In Trump’s first months in office, Graham continued to oppose his anti-Muslim scapegoating. In January, he and John McCain became two of the few Republican senators to strongly condemn Trump’s temporary ban on admitting refugees and travellers from seven majority-Muslim countries. “We should not turn our backs on those refugees who have been shown through extensive vetting to pose no demonstrable threat to our nation,” Graham and McCain argued. “Ultimately, we fear this executive order will become a self-inflicted wound in the fight against terrorism … [it] sends a signal, intended or not, that America does not want Muslims coming into our country.” At the confirmation hearings for Trump’s Supreme Court nominee, Neil Gorsuch, Graham warned that if Trump starts “waterboarding people” he may “get impeached.”
Since then, however, as he and Trump have grown chummier, Graham’s tone has changed. In his Fox interview, Graham twice applauded Trump for recognizing “that we’re in a religious war.” In other words, he applauded Trump for doing exactly the thing Graham has in the past denounced him for doing: defining the war against ISIS as a war against Islam. Graham later explained that, in his mind, this “religious war” is against not Islam per se but merely “a sect in Islam.” But there’s plenty of evidence that Trump doesn’t make such subtle distinctions. Trump said during the campaign, after all, that, “Islam hates us.” He called for a moratorium on all Muslim immigration. And then he called for halting travel from seven Muslim-majority nations. Once upon a time, those actions outraged Graham. Now he celebrates the mentality behind them.

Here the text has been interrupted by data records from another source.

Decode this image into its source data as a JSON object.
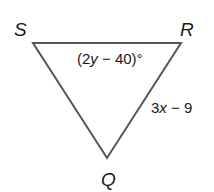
{
  "diagram": {
    "type": "triangle",
    "vertices": {
      "S": {
        "label": "S",
        "x": 33,
        "y": 43
      },
      "R": {
        "label": "R",
        "x": 181,
        "y": 43
      },
      "Q": {
        "label": "Q",
        "x": 107,
        "y": 158
      }
    },
    "angle_R": {
      "prefix": "(2",
      "var": "y",
      "suffix": " − 40)°"
    },
    "side_RQ": {
      "coef": "3",
      "var": "x",
      "suffix": " − 9"
    },
    "stroke_color": "#555555"
  }
}
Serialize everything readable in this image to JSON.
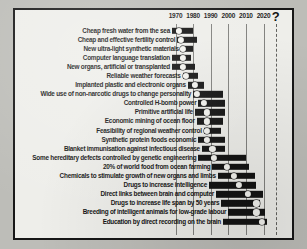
{
  "chart_data": {
    "type": "bar",
    "title": "",
    "subtitle": "",
    "xlabel": "",
    "ylabel": "",
    "orientation": "horizontal",
    "bar_style": "range-bar-with-median-marker",
    "xlim": [
      1963,
      2028
    ],
    "grid": true,
    "legend": "none",
    "axis_ticks": [
      {
        "label": "1970",
        "value": 1970
      },
      {
        "label": "1980",
        "value": 1980
      },
      {
        "label": "1990",
        "value": 1990
      },
      {
        "label": "2000",
        "value": 2000
      },
      {
        "label": "2010",
        "value": 2010
      },
      {
        "label": "2020",
        "value": 2020
      },
      {
        "label": "?",
        "value": 2027
      }
    ],
    "categories": [
      "Cheap fresh water from the sea",
      "Cheap and effective fertility control",
      "New ultra-light synthetic materials",
      "Computer language translation",
      "New organs, artificial or transplanted",
      "Reliable weather forecasts",
      "Implanted plastic and electronic organs",
      "Wide use of non-narcotic drugs to change personality",
      "Controlled H-bomb power",
      "Primitive artificial life",
      "Economic mining of ocean floor",
      "Feasibility of regional weather control",
      "Synthetic protein foods economic",
      "Blanket immunisation against infectious disease",
      "Some hereditary defects controlled by genetic engineering",
      "20% of world food from ocean farming",
      "Chemicals to stimulate growth of new organs and limbs",
      "Drugs to increase intelligence",
      "Direct links between brain and computer",
      "Drugs to increase life span by 50 years",
      "Breeding of intelligent animals for low-grade labour",
      "Education by direct recording on the brain"
    ],
    "series": [
      {
        "name": "Forecast range (quartile span) with median year",
        "ranges": [
          {
            "start": 1968,
            "median": 1972,
            "end": 1980
          },
          {
            "start": 1971,
            "median": 1973,
            "end": 1982
          },
          {
            "start": 1973,
            "median": 1974,
            "end": 1980
          },
          {
            "start": 1968,
            "median": 1974,
            "end": 1979
          },
          {
            "start": 1968,
            "median": 1974,
            "end": 1981
          },
          {
            "start": 1974,
            "median": 1976,
            "end": 1983
          },
          {
            "start": 1977,
            "median": 1981,
            "end": 1986
          },
          {
            "start": 1980,
            "median": 1982,
            "end": 1997
          },
          {
            "start": 1983,
            "median": 1986,
            "end": 1998
          },
          {
            "start": 1981,
            "median": 1988,
            "end": 1998
          },
          {
            "start": 1982,
            "median": 1988,
            "end": 1997
          },
          {
            "start": 1986,
            "median": 1988,
            "end": 1996
          },
          {
            "start": 1983,
            "median": 1988,
            "end": 1998
          },
          {
            "start": 1985,
            "median": 1991,
            "end": 1998
          },
          {
            "start": 1983,
            "median": 1992,
            "end": 2010
          },
          {
            "start": 1991,
            "median": 1999,
            "end": 2012
          },
          {
            "start": 1994,
            "median": 2003,
            "end": 2015
          },
          {
            "start": 1989,
            "median": 2006,
            "end": 2016
          },
          {
            "start": 1993,
            "median": 2011,
            "end": 2020
          },
          {
            "start": 1996,
            "median": 2016,
            "end": 2018
          },
          {
            "start": 2000,
            "median": 2016,
            "end": 2021
          },
          {
            "start": 1997,
            "median": 2019,
            "end": 2022
          }
        ]
      }
    ]
  }
}
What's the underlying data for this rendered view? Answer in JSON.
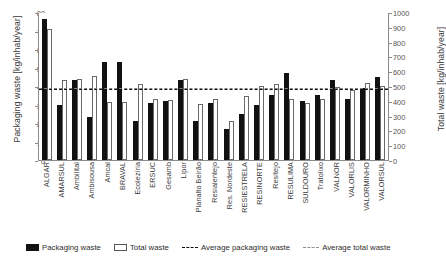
{
  "chart_data": {
    "type": "bar",
    "title": "",
    "xlabel": "",
    "ylabel": "Packaging waste  [kg/inhab/year]",
    "y2label": "Total waste  [kg/inhab/year]",
    "ylim": [
      0,
      80
    ],
    "y2lim": [
      0,
      1000
    ],
    "yticks": [
      80,
      70,
      60,
      50,
      40,
      30,
      20,
      10,
      0
    ],
    "y2ticks": [
      1000,
      900,
      800,
      700,
      600,
      500,
      400,
      300,
      200,
      100,
      0
    ],
    "grid": false,
    "legend_position": "bottom",
    "categories": [
      "ALGAR",
      "AMARSUL",
      "Ambilital",
      "Ambisousa",
      "Amcal",
      "BRAVAL",
      "Ecolezíria",
      "ERSUC",
      "Gesamb",
      "Lipor",
      "Planalto Beirão",
      "Resialentejo",
      "Res. Nordeste",
      "RESIESTRELA",
      "RESINORTE",
      "Resitejo",
      "RESULIMA",
      "SULDOURO",
      "Tratolixo",
      "VALNOR",
      "VALORLIS",
      "VALORMINHO",
      "VALORSUL"
    ],
    "series": [
      {
        "name": "Packaging waste",
        "axis": "left",
        "units": "kg/inhab/year",
        "color": "#111111",
        "values": [
          76,
          30,
          43,
          23,
          53,
          53,
          21,
          31,
          32,
          43,
          21,
          31,
          17,
          25,
          30,
          35,
          47,
          32,
          35,
          43,
          33,
          39,
          45
        ]
      },
      {
        "name": "Total waste",
        "axis": "right",
        "units": "kg/inhab/year",
        "color": "#ffffff",
        "values": [
          888,
          544,
          550,
          565,
          394,
          393,
          516,
          413,
          407,
          545,
          380,
          413,
          265,
          434,
          497,
          512,
          410,
          382,
          409,
          490,
          473,
          517,
          503
        ]
      }
    ],
    "reference_lines": [
      {
        "name": "Average packaging waste",
        "axis": "left",
        "value": 38,
        "style": "dashed",
        "color": "#111111"
      },
      {
        "name": "Average total waste",
        "axis": "right",
        "value": 480,
        "style": "dashed",
        "color": "#8e8e8e"
      }
    ],
    "legend": [
      "Packaging waste",
      "Total waste",
      "Average packaging waste",
      "Average total waste"
    ]
  }
}
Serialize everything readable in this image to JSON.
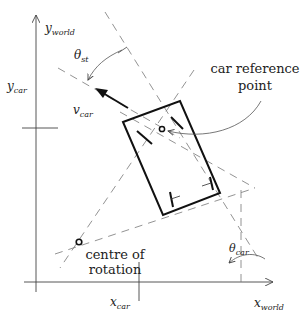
{
  "labels": {
    "y_world": {
      "main": "y",
      "sub": "world"
    },
    "x_world": {
      "main": "x",
      "sub": "world"
    },
    "y_car": {
      "main": "y",
      "sub": "car"
    },
    "x_car": {
      "main": "x",
      "sub": "car"
    },
    "v_car": {
      "main": "v",
      "sub": "car"
    },
    "theta_st": {
      "main": "θ",
      "sub": "st"
    },
    "theta_car": {
      "main": "θ",
      "sub": "car"
    },
    "car_reference_point": [
      "car reference",
      "point"
    ],
    "centre_of_rotation": [
      "centre of",
      "rotation"
    ]
  },
  "colors": {
    "line": "#111111",
    "dashed": "#777777",
    "thin": "#444444"
  }
}
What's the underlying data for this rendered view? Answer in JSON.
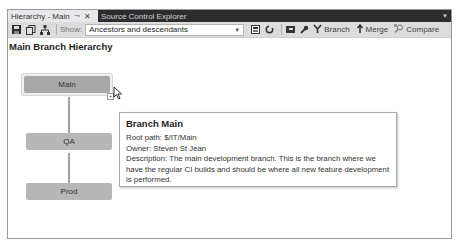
{
  "tabs": {
    "active": {
      "label": "Hierarchy - Main",
      "pin_icon": "pin-icon",
      "close_icon": "close-icon"
    },
    "inactive": {
      "label": "Source Control Explorer"
    }
  },
  "toolbar": {
    "show_label": "Show:",
    "show_value": "Ancestors and descendants",
    "branch_label": "Branch",
    "merge_label": "Merge",
    "compare_label": "Compare"
  },
  "page": {
    "title": "Main Branch Hierarchy"
  },
  "nodes": [
    {
      "label": "Main"
    },
    {
      "label": "QA"
    },
    {
      "label": "Prod"
    }
  ],
  "tooltip": {
    "title": "Branch Main",
    "root_path": "Root path: $/IT/Main",
    "owner": "Owner: Steven St Jean",
    "description": "Description: The main development branch. This is the branch where we have the regular CI builds and should be where all new feature development is performed."
  },
  "colors": {
    "tabbar_bg": "#2d2d30",
    "toolbar_bg": "#dcdcdc",
    "node_bg": "#b7b7b7"
  }
}
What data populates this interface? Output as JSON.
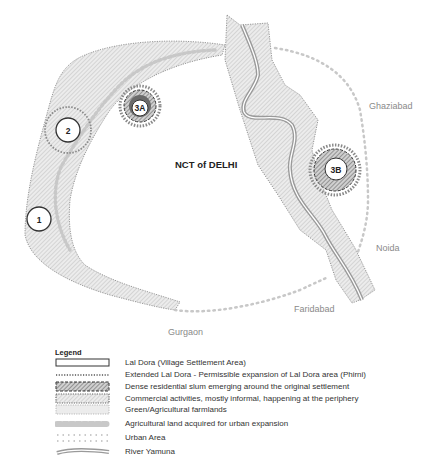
{
  "map": {
    "region_label": "NCT of DELHI",
    "neighbours": {
      "ghaziabad": "Ghaziabad",
      "noida": "Noida",
      "faridabad": "Faridabad",
      "gurgaon": "Gurgaon"
    },
    "settlements": [
      {
        "id": "1",
        "label": "1"
      },
      {
        "id": "2",
        "label": "2"
      },
      {
        "id": "3A",
        "label": "3A"
      },
      {
        "id": "3B",
        "label": "3B"
      }
    ],
    "colors": {
      "hatch_fill": "#d9d9d9",
      "boundary": "#8c8c8c",
      "dense_slum": "#555555",
      "river": "#9a9a9a",
      "urban_dots": "#c8c8c8"
    }
  },
  "legend": {
    "title": "Legend",
    "items": [
      {
        "symbol": "lal-dora",
        "label": "Lal Dora (Village Settlement Area)"
      },
      {
        "symbol": "extended-lal-dora",
        "label": "Extended Lal Dora - Permissible expansion of Lal Dora area (Phirni)"
      },
      {
        "symbol": "dense-slum",
        "label": "Dense residential slum emerging around the original settlement"
      },
      {
        "symbol": "commercial",
        "label": "Commercial activities, mostly informal, happening at the periphery"
      },
      {
        "symbol": "farmland",
        "label": "Green/Agricultural farmlands"
      },
      {
        "symbol": "acquired-land",
        "label": "Agricultural land acquired for urban expansion"
      },
      {
        "symbol": "urban-area",
        "label": "Urban Area"
      },
      {
        "symbol": "river",
        "label": "River Yamuna"
      }
    ]
  }
}
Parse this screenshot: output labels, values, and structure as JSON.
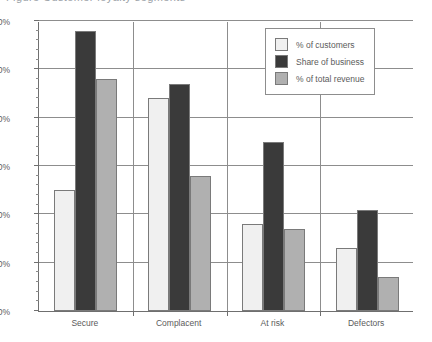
{
  "title_remnant": "Figure  Customer loyalty segments",
  "chart_data": {
    "type": "bar",
    "title": "",
    "xlabel": "",
    "ylabel": "",
    "categories": [
      "Secure",
      "Complacent",
      "At risk",
      "Defectors"
    ],
    "series": [
      {
        "name": "% of customers",
        "color": "#f0f0f0",
        "values": [
          25,
          44,
          18,
          13
        ]
      },
      {
        "name": "Share of business",
        "color": "#3a3a3a",
        "values": [
          58,
          47,
          35,
          21
        ]
      },
      {
        "name": "% of total revenue",
        "color": "#b0b0b0",
        "values": [
          48,
          28,
          17,
          7
        ]
      }
    ],
    "ylim": [
      0,
      60
    ],
    "ytick_labels": [
      "0%",
      "10%",
      "20%",
      "30%",
      "40%",
      "50%",
      "60%"
    ],
    "ytick_values": [
      0,
      10,
      20,
      30,
      40,
      50,
      60
    ],
    "yminor_step": 2,
    "grid": true,
    "legend_position": "top-right",
    "bar_border_color": "#7a7a7a",
    "axis_color": "#6f6f6f",
    "grid_color": "#8d8d8d"
  }
}
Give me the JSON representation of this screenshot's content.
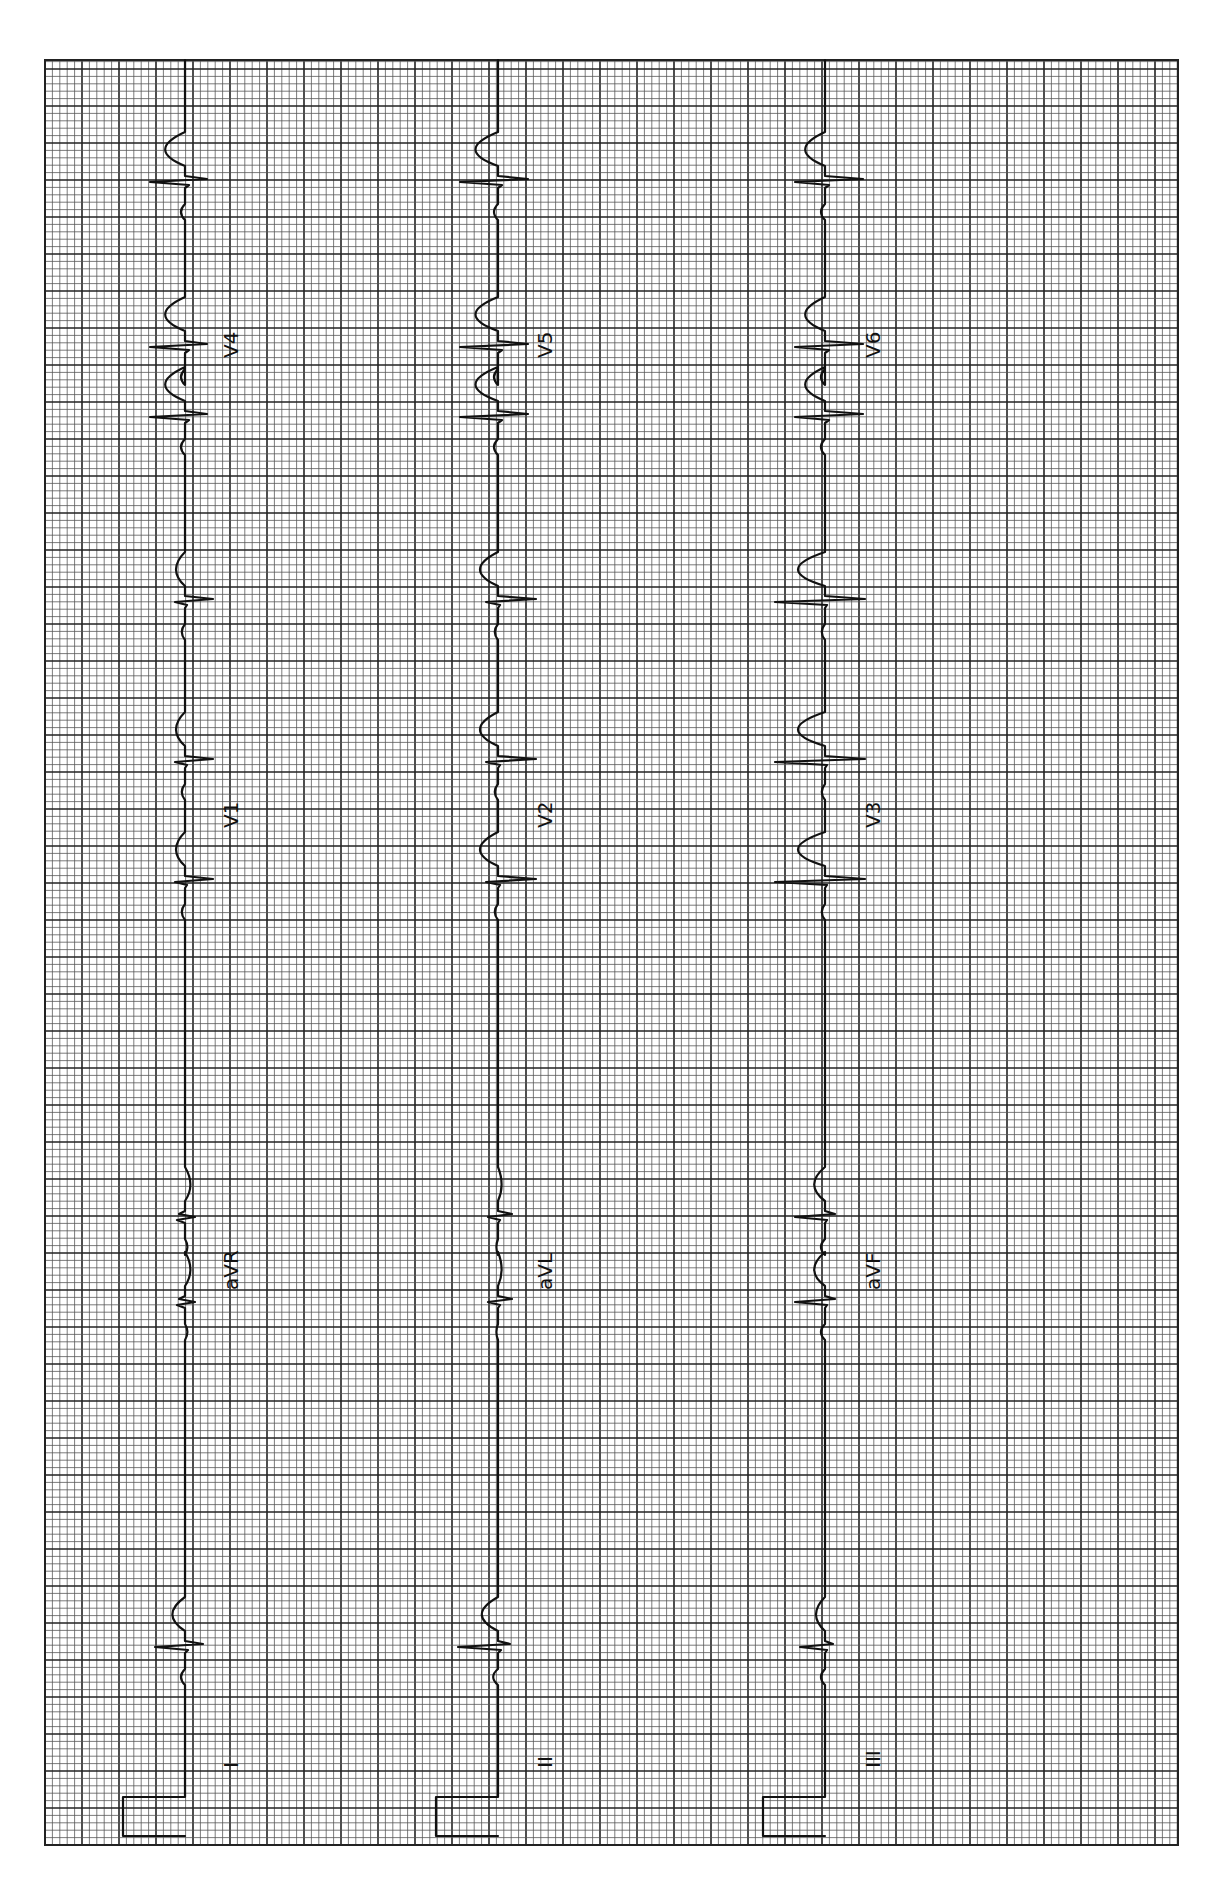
{
  "document": {
    "type": "12-lead ECG tracing (rotated 90°)",
    "orientation": "rotated counter-clockwise; time axis runs bottom-to-top"
  },
  "grid": {
    "small_box_px": 7.4,
    "large_box_px": 37,
    "left": 45,
    "top": 60,
    "right": 1178,
    "bottom": 1845,
    "color_small": "#555555",
    "color_large": "#222222"
  },
  "strips": [
    {
      "baseline_x": 185,
      "calibration": {
        "x_left": 123,
        "y_top": 1797,
        "y_bottom": 1836
      },
      "segments": [
        {
          "label": "I",
          "label_pos": {
            "x": 238,
            "y": 1768
          }
        },
        {
          "label": "aVR",
          "label_pos": {
            "x": 238,
            "y": 1290
          }
        },
        {
          "label": "V1",
          "label_pos": {
            "x": 238,
            "y": 828
          }
        },
        {
          "label": "V4",
          "label_pos": {
            "x": 238,
            "y": 358
          }
        }
      ],
      "beats_y": [
        1645,
        1300,
        1215,
        880,
        760,
        600,
        415,
        345,
        180
      ]
    },
    {
      "baseline_x": 498,
      "calibration": {
        "x_left": 436,
        "y_top": 1797,
        "y_bottom": 1836
      },
      "segments": [
        {
          "label": "II",
          "label_pos": {
            "x": 552,
            "y": 1768
          }
        },
        {
          "label": "aVL",
          "label_pos": {
            "x": 552,
            "y": 1290
          }
        },
        {
          "label": "V2",
          "label_pos": {
            "x": 552,
            "y": 828
          }
        },
        {
          "label": "V5",
          "label_pos": {
            "x": 552,
            "y": 358
          }
        }
      ],
      "beats_y": [
        1645,
        1300,
        1215,
        880,
        760,
        600,
        415,
        345,
        180
      ]
    },
    {
      "baseline_x": 825,
      "calibration": {
        "x_left": 763,
        "y_top": 1797,
        "y_bottom": 1836
      },
      "segments": [
        {
          "label": "III",
          "label_pos": {
            "x": 880,
            "y": 1768
          }
        },
        {
          "label": "aVF",
          "label_pos": {
            "x": 880,
            "y": 1290
          }
        },
        {
          "label": "V3",
          "label_pos": {
            "x": 880,
            "y": 828
          }
        },
        {
          "label": "V6",
          "label_pos": {
            "x": 880,
            "y": 358
          }
        }
      ],
      "beats_y": [
        1645,
        1300,
        1215,
        880,
        760,
        600,
        415,
        345,
        180
      ]
    }
  ],
  "labels": {
    "strip_0": [
      "I",
      "aVR",
      "V1",
      "V4"
    ],
    "strip_1": [
      "II",
      "aVL",
      "V2",
      "V5"
    ],
    "strip_2": [
      "III",
      "aVF",
      "V3",
      "V6"
    ]
  }
}
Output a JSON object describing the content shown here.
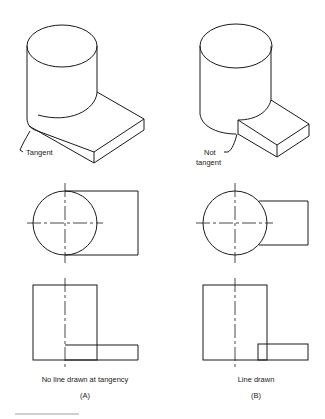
{
  "figure": {
    "panels": [
      {
        "id": "A",
        "callout": "Tangent",
        "caption": "No line drawn at  tangency",
        "label": "(A)"
      },
      {
        "id": "B",
        "callout_line1": "Not",
        "callout_line2": "tangent",
        "caption": "Line drawn",
        "label": "(B)"
      }
    ],
    "colors": {
      "line": "#1a1a1a",
      "background": "#ffffff"
    }
  }
}
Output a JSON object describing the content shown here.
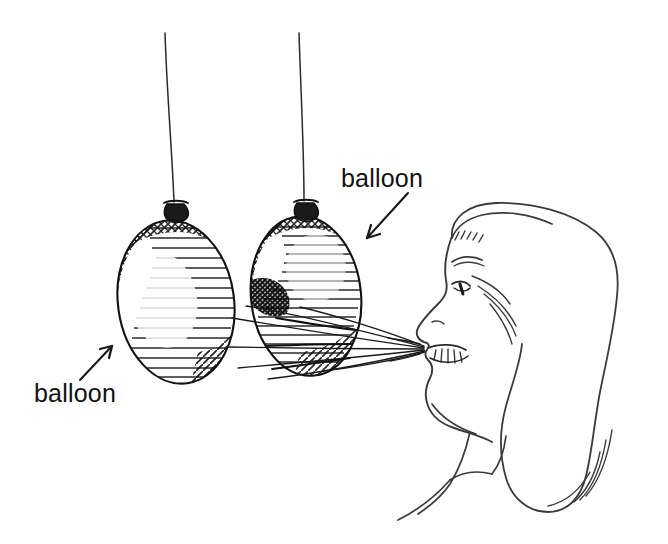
{
  "illustration": {
    "title": "balloons-blown-apart-by-breath",
    "medium": "pen-and-ink line drawing",
    "background_color": "#ffffff",
    "ink_color": "#111111"
  },
  "labels": [
    {
      "id": "label-left",
      "text": "balloon",
      "x": 34,
      "y": 402,
      "arrow": {
        "from_x": 80,
        "from_y": 380,
        "to_x": 113,
        "to_y": 345,
        "points_to": "left-balloon"
      }
    },
    {
      "id": "label-right",
      "text": "balloon",
      "x": 341,
      "y": 187,
      "arrow": {
        "from_x": 407,
        "from_y": 194,
        "to_x": 366,
        "to_y": 239,
        "points_to": "right-balloon"
      }
    }
  ],
  "objects": {
    "left_balloon": {
      "name": "left-balloon",
      "center_x": 176,
      "center_y": 302,
      "radius_x": 58,
      "radius_y": 82,
      "rotation": -8,
      "knot_x": 175,
      "knot_y": 207,
      "string_top_y": 32
    },
    "right_balloon": {
      "name": "right-balloon",
      "center_x": 306,
      "center_y": 296,
      "radius_x": 55,
      "radius_y": 80,
      "rotation": -6,
      "knot_x": 305,
      "knot_y": 206,
      "string_top_y": 32
    },
    "person": {
      "name": "woman-profile-blowing",
      "facing": "left",
      "head_top_y": 205,
      "mouth_x": 425,
      "mouth_y": 348,
      "hair_right_x": 617,
      "shoulder_y": 500
    },
    "air_stream": {
      "name": "breath-air-stream",
      "origin_x": 424,
      "origin_y": 349,
      "line_count": 6,
      "spread_left_x": 120
    }
  }
}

Graham also cheered Trump for making “sure when somebody comes into the country from a place where radical Islam, and that’s the enemy, thrives, then we’re going to ask extra hard questions.” But the United States already asked hard questions. Before Trump, as The New York Times has pointed out, America subjected refugees to a 20-step security process so onerous that it took up to two years. Graham once recognized that. In his condemnation of Trump’s first travel ban, he cited the “refugees who have been shown through extensive vetting to pose no demonstrable threat to our nation.” Trump isn’t asking “hard questions.” He’s looking for pretexts to radically slash the number of refugees America takes in. And Graham, who in 2015 said that if the U.S. stopped taking its fair share of refugees it should “take the Statue of Liberty and tear it down … because we don’t mean it anymore,” now seems perfectly content with that.
Under Trump, Graham gleefully told Fox, “The gloves are off.” That’s an odd thing to celebrate given Trump’s very public enthusiasm for torture, and Graham’s very public opposition to it. But Graham is less public about a lot of the issues on which he once opposed Trump. And, as a result, American Muslims seem to have lost one of the few Republicans willing to defend their rights just when they need him most.